By their very nature, rats are scavengers. These rodents are also armed with a keen sense of smell. As a consequence, kitchens in homes and restaurants prove to be particularly attractive targets for rats. As a consequence, there is a number of different facts and tactics you need to understand when it comes to the prospect of a rat in your kitchen.
How and Why a Rat Accesses Your Kitchen
A rat is not at all likely to establish your kitchen as its primary hub. In other words, a rat is not likely to build its nest in your kitchen. Nesting in a cupboard certainly is a possibility, but not a probability because of the commotion normally occurring in a kitchen during the day when a rat tends to slumber.
Rats are generally nocturnal animals and use the cover of night to forage for food. Thus, rats are more likely to visit your kitchen during the night when the space is likely to be fairly empty save for visits by you and your family to nab a snack.

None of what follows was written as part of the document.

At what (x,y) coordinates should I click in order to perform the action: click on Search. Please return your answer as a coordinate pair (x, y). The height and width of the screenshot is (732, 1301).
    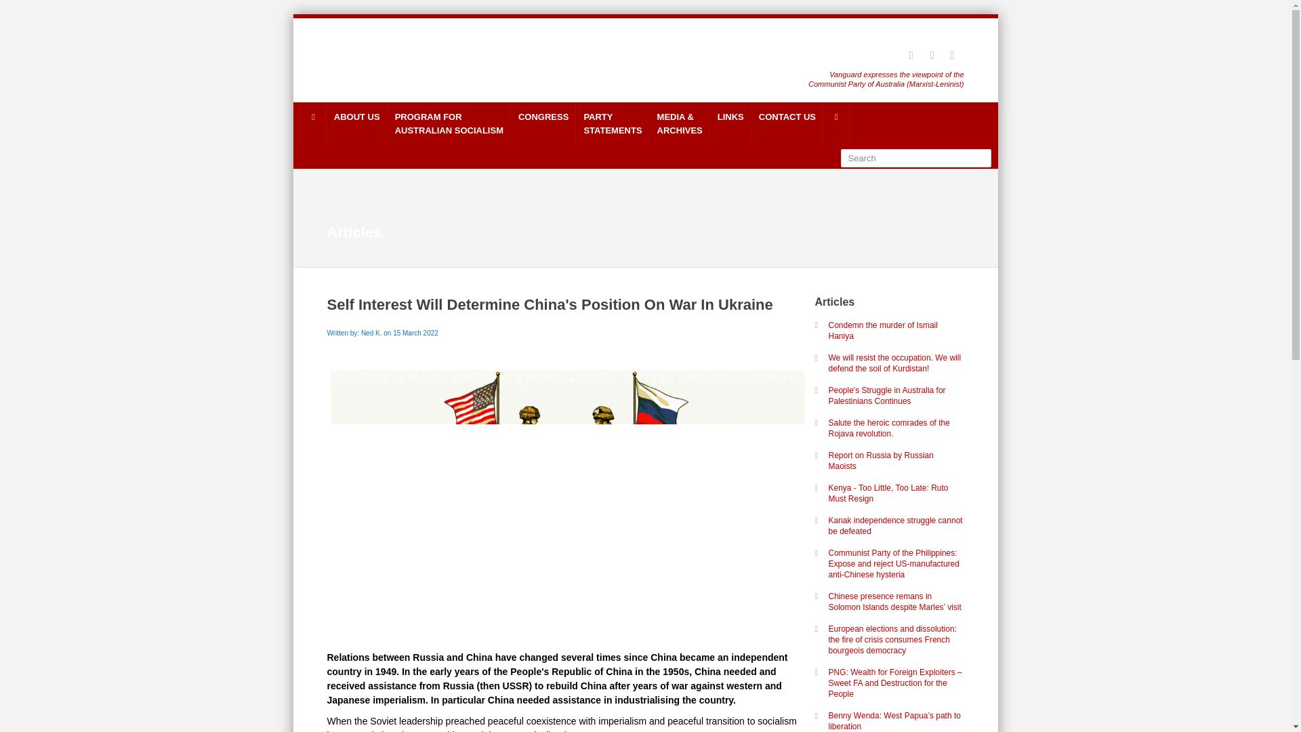
    Looking at the image, I should click on (356, 123).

The fact that a rat may be using your kitchen as foraging grounds rather than a place to nest doesn’t make a rodent’s present any less untenable. For example, when foraging, rats will also defecate and urinate in your kitchen, even in food items. Rodent feces and urine oftentimes is the reason why a disease like salmonella is spread to humans through food items.
An Ounce of Prevention Is Worth a Pound of Rat Infestation
Before diving into a discussion of some tactics you need to employ to keep a rat out of your kitchen in the first instance, an important point must be made. You may experience a situation in which you have a solitary rat invading your kitchen. What is far more likely, however, is that there are multiple rats infesting your residence, many of which will make pilgrimages to your kitchen in search of food. If one rat is able to get into your house and build a nest in the walls, in the attic, or elsewhere, others most definitely will follow. Moreover, rats breed like… rats. They reproduce with great speed and in significant numbers.
A very basic step you must take to prevent rats from entering your home and your kitchen in the first instance are to do your best to plug any holes or other potential entryways into the premises. This really represents a two-step process, unless you are absolutely certain there are no rodents in your home.
Begin the blocking process by sealing holes in the interior of your home. For example, if there exist small holes in baseboards or elsewhere in walls leading into your kitchen, plug those first. By taking this approach, you are cutting off a rat’s food supply inside your home (if there exists a rodent in your home that you’re not aware of). As a consequence, the likelihood is enhanced that a rat will exit via whatever exterior portal the rodent used to enter the premises in the first instance.
After some time has passed and you’re as certain as you can be that there are no rats on the premises, you can then seal the exterior holes. The reason you need to undertake this two-step process is that you do not want to do something like trap rats within the walls of your home where they will eventually die. The stench of such an occurrence can be profound, pervasive, and long-enduring. In other words, you’ll be creating a special kind of malodorous hell in your home.
Steel wool oftentimes is recommended as a decent way of blocking a rat from entering a kitchen or a home more generally. In fact, the best possible sealant is properly cured concrete. A rat cannot chew through concrete that has been cured properly.
Other preemptive strategies you will want to employ include:
- Keep foodstuffs in sturdy, tightly sealed containers. A rat has the easy ability to gnaw through cardboard, thinner plastic, and other common types of packages used for food items. Thus, and by way of example, you will want to take steps like storing cereal in a tin or glass container with a tight-fitting top. Breadboxes exist for some very good reasons; consider adding one to your kitchen.
- Keep trashcans in the house and garbage cans outside your residence rightly sealed.
- Do not keep food in your pet’s bowl indefinitely. When your furry family member finishes a meal, don’t leave extra food in the bowl for your cat or dog to munch on throughout the day. You’re inviting another muncher into the premises in the form of a rat.
- More globally, eliminate shrubbery or other plants from directly next to your residence. Consider developing a gravel perimeter of about two feet to encircle your residence as a barrier to rodents. Rats and mice will be far less inclined to cross such an exposed expanse to enter your home.
- Do not keep piles of wood near your home.
Professional Extermination and Pathogen Elimination
Trying to eliminate rats that invade your kitchen on your own can prove to be beyond challenging if you already have some level of infestation. Thus, you will want to give serious consideration to engaging the services of a professional exterminator. In addition, in order to safely eliminate rat droppings and other related contaminants, you should also consider the benefits of hiring a professional rodent dropping cleaning company.